A creative way to cope with anxiety or depression

Knitting for health
Credit: Getty Images/iStockphoto

The old saying goes, “idle hands are the devil’s playground,” meaning that being bored, disengaged and disconnected from physical work leaves too much time and space for your body and mind to fill with negative substitutes.

Neuroscience actually supports this theory. Or at least, research shows that the converse is true—active hands stimulate your brain to produce chemicals that balance emotions and lower anxiety.

Kelly Lambert, a neuroscientist at the University of Richmond, Virginia, has coined a term, “behaviorceuticals” to underscore how just as a drug can alter the chemistry of our brains, positive behaviors can impact our emotional health.

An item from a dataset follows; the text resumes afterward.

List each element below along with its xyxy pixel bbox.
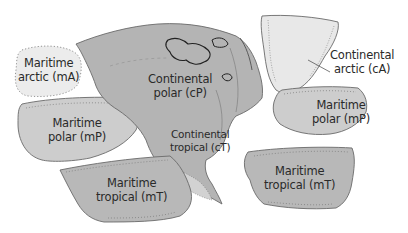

Lambert told CBS News that in the 19th century anxious women were often given the prescription to knit because doctors “sensed it calmed them down some.” This is not to say that anxiety can be cured by knitting. But it does highlight how the repetitive hand movements involved in the craft, combined with the satisfaction of casting off a finished product to wear or give, carries mental health benefits at a deep, biochemical level.

Other research has focused on knitting’s emotional benefits, like one study that showed knitting lowers the heart rate by 11 beats per minute, another that linked knitting with a diminished chance of developing mild cognitive impairment and memory loss, and still others that point to positive benefits in managing chronic pain and depression.

Of course, knitting is not the only way to take your emotional wellbeing into your own hands. Woodworking, gardening, pottery, painting, beading—anything that involves putting your two hands to work will benefit your mental health.

What do you do with your hands to keep them busy and keep yourself calm and happy?